Taxpayer Can Challenge Bush’s Faith-Based Initiative Spending
A taxpayer does have the right to challenge the expenditure of funds for President Bush’s “Faith-Based and Community Initiatives” based on the establishment of religion clause of the constitution.
The Seventh Circuit found that money spent by the executive branch for conferences under the program created by executive order gives a taxpayer the right to file a constitutional challenge to the faith-based initiative program. The court found there was no bar to the challenge just because the funds come out of the general appropriation to the executive branch. “Suppose the Secretary of Homeland Security, who has unearmarked funds in his budget, decided to build a mosque and pay an Imam a salary to preach in it because the Secretary believed that federal financial assistance to Islam would reduce the likelihood of Islamist terrorism in the United States. No doubt so elaborate, so public, a subvention of religion would give rise to standing to sue on other grounds,” Judge Posner wrote in the opinion.

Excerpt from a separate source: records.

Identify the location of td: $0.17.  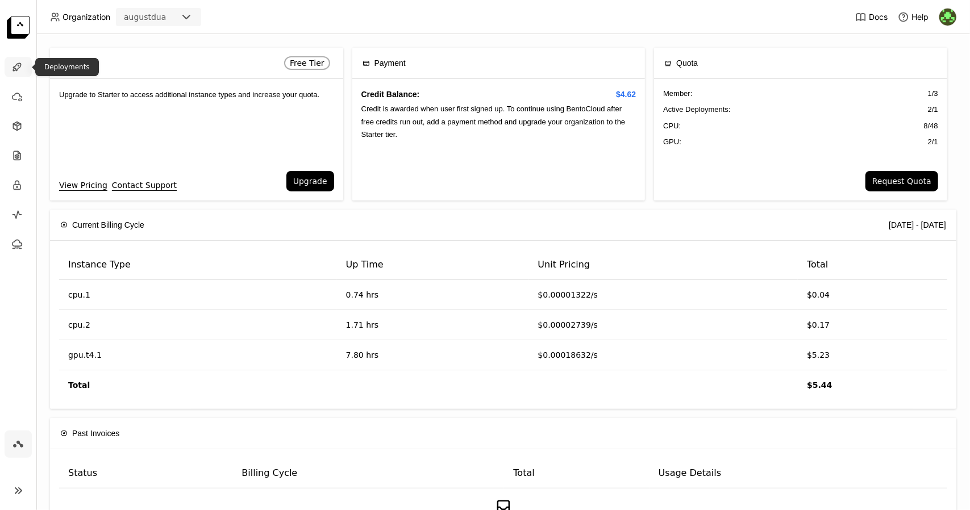
(872, 325).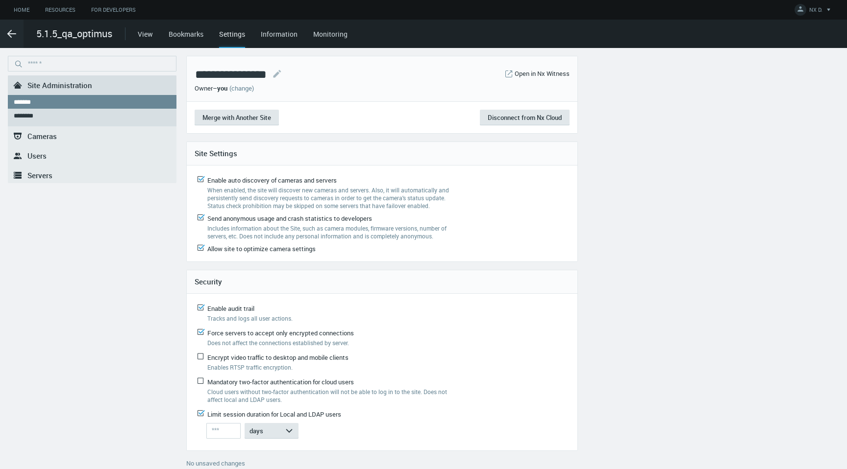 Image resolution: width=847 pixels, height=469 pixels. I want to click on a: Home, so click(22, 10).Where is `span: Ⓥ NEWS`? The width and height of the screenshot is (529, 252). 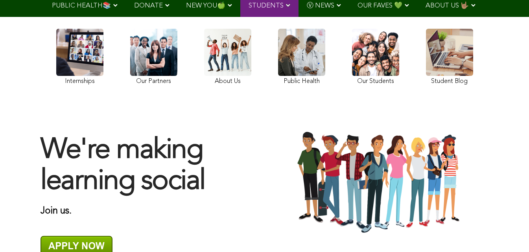
span: Ⓥ NEWS is located at coordinates (321, 6).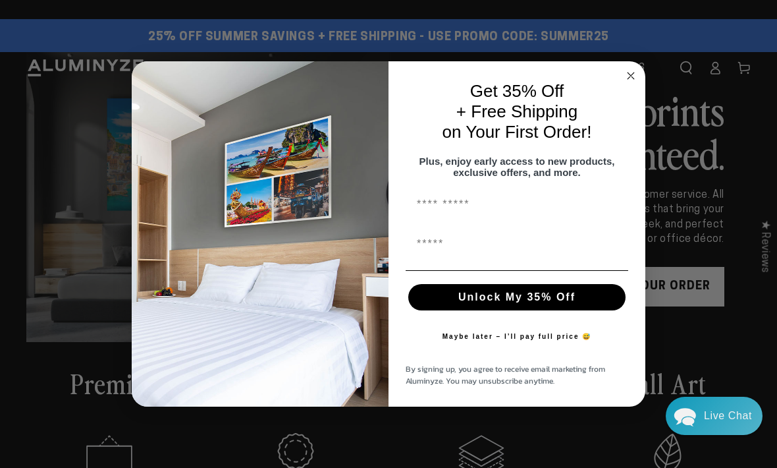 Image resolution: width=777 pixels, height=468 pixels. Describe the element at coordinates (517, 91) in the screenshot. I see `span: Get 35% Off` at that location.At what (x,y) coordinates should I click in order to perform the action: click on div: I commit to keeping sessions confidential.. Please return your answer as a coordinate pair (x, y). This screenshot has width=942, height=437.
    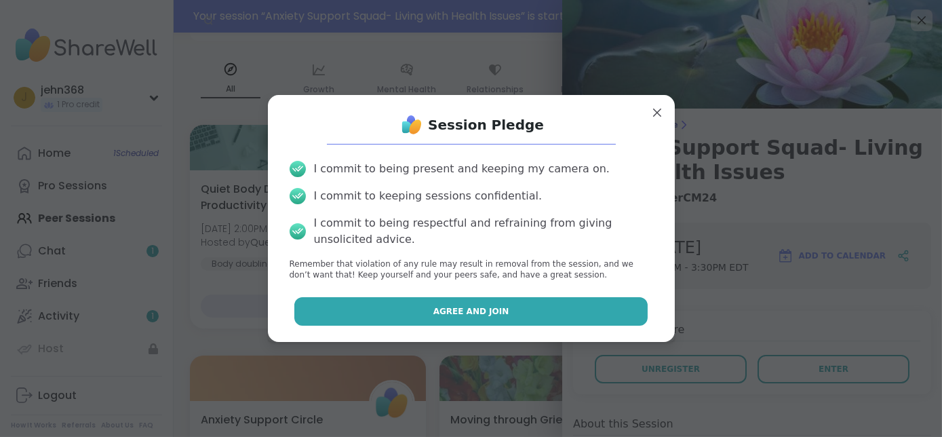
    Looking at the image, I should click on (428, 196).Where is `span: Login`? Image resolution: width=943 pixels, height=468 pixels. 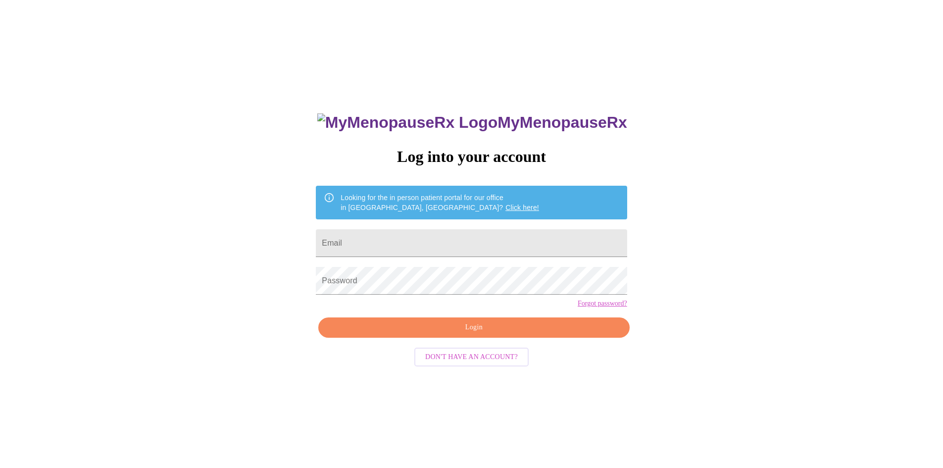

“If the conferences at issue in this case are, as the plaintiffs charge, intended to promote religion, the fact that their cost is slight relative to the budgets of these various departments that sponsor them does not make that cost incidental. Otherwise, indeed, there would be no federal taxpayer standing in any case,” the court found.
Freedom From Religion Foundation, Inc., v. Elaine L. Chao, Seventh Cir. No. 05-1130, January 13, 2006.